Water Chiller Design

gclg2000

Gawd
Joined
Jun 27, 2004
Messages
634
I made this for someone who asked me too. Anyone else please comment if they have other designs and anything to help out people curious or interested in building a system.


Chiller_Blueprint.jpg
 
I forgot all about chillers, my dad is in the HVAC business and I am very familiar with how they work. They do keep the water very cold. Realyl great if you dont want to have to run refrigerant pipes into your case, I suppose. Maybe someday... when I get water cooling ill give this a try. :)
 
I'd like to try out (one day) a water chiller setup in an "automatic" style.
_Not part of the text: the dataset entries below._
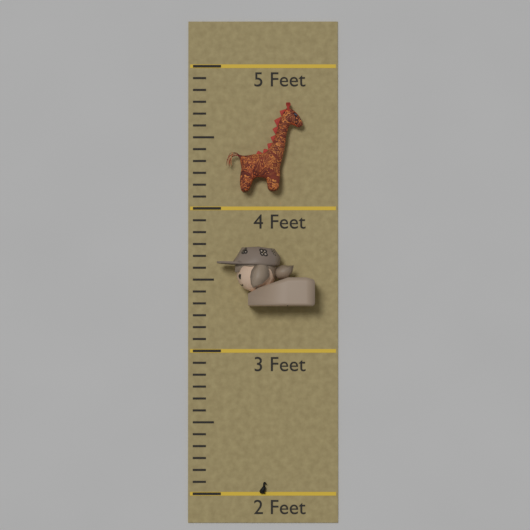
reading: 2.083333 Feet
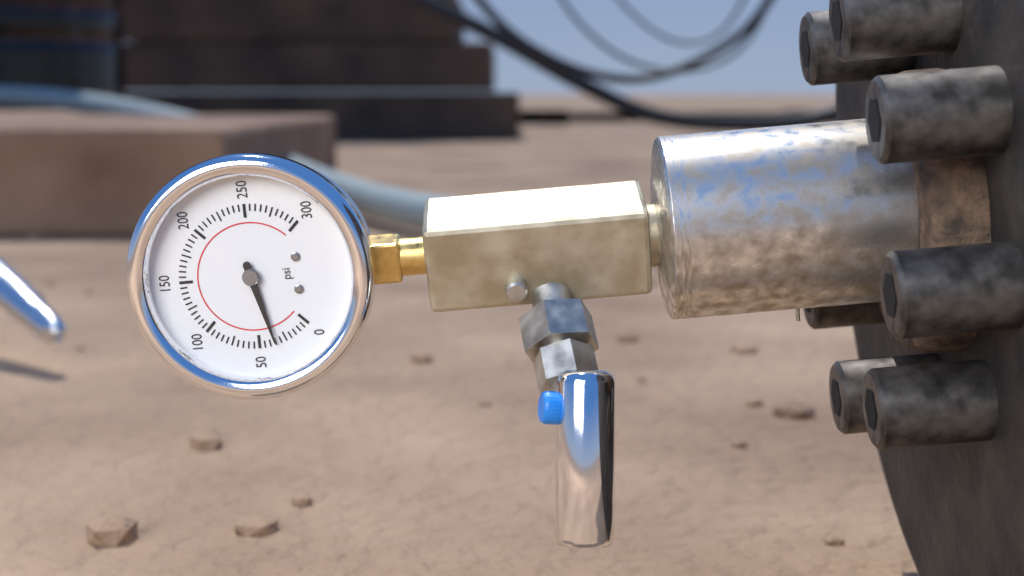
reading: 35 psi
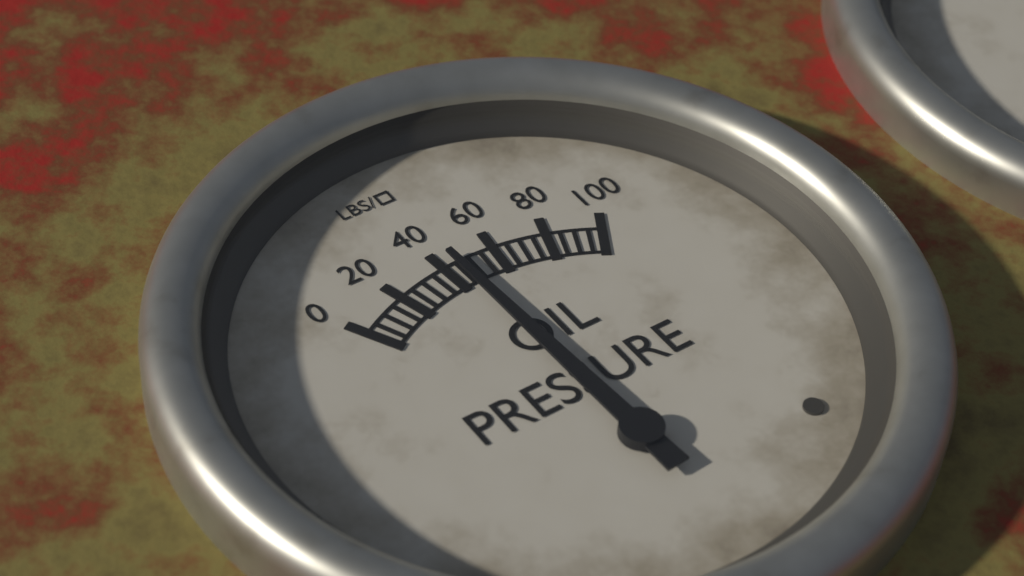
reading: 45 psi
Submerge the condensor in the reservoir at the same time. I bet the heat load would eventually hurt the compressor though.
 
gclg2000 said:
I'd like to try out (one day) a water chiller setup in an "automatic" style. Submerge the condensor in the reservoir at the same time. I bet the heat load would eventually hurt the compressor though.


Think about it, that's like trying to create energy, or build a perpetual motion machine.
 
woops...didn't know i was building a perpetual motion machine. :rolleyes:

You would have to have some type of cascade to do what i was saying, or an autocascade chiller.
 
gclg2000 said:
woops...didn't know i was building a perpetual motion machine. :rolleyes:

You would have to have some type of cascade to do what i was saying, or an autocascade chiller.


Ah, well phase change systems don't really add much heat of their own to the fluid, right? Most of the work goes into actually changing the phase to liquid. So the first loop shouldn't really be dumping much more heat into the second loop than it would normally be dealing with.

I thought you were saying you wanted to put both the evaporator and condenser of the same system into a reservoir, thereby having the whole thing cooling itself while still adding energy by doing so.... can't you see how this is akin to perpetual motion theory?
 
i've been doing ALOT of reading on this subject lately, and submerging the evap in a reservoir is old news. If you look around, running a tube in a tube, heat exchanger type desing, where the fluid flows thru a tube containing the evap tube seems to be the hot setup.
 
actually there already is a perpetual motion machine...it looks like a fan with the blades but in the blades there are ball bearings and so when one bearing goes down it makes the beaing on the opposite side go up and so on...hence perpetual motion
 
Dankimus said:
i've been doing ALOT of reading on this subject lately, and submerging the evap in a reservoir is old news. If you look around, running a tube in a tube, heat exchanger type desing, where the fluid flows thru a tube containing the evap tube seems to be the hot setup.

Your describing the Heat exchanger on cascade cooling equipment. And yes, this is used all the time on PC coolers
 
Soldier Prime said:
actually there already is a perpetual motion machine...it looks like a fan with the blades but in the blades there are ball bearings and so when one bearing goes down it makes the beaing on the opposite side go up and so on...hence perpetual motion


I'd like to see that... got any links/proof?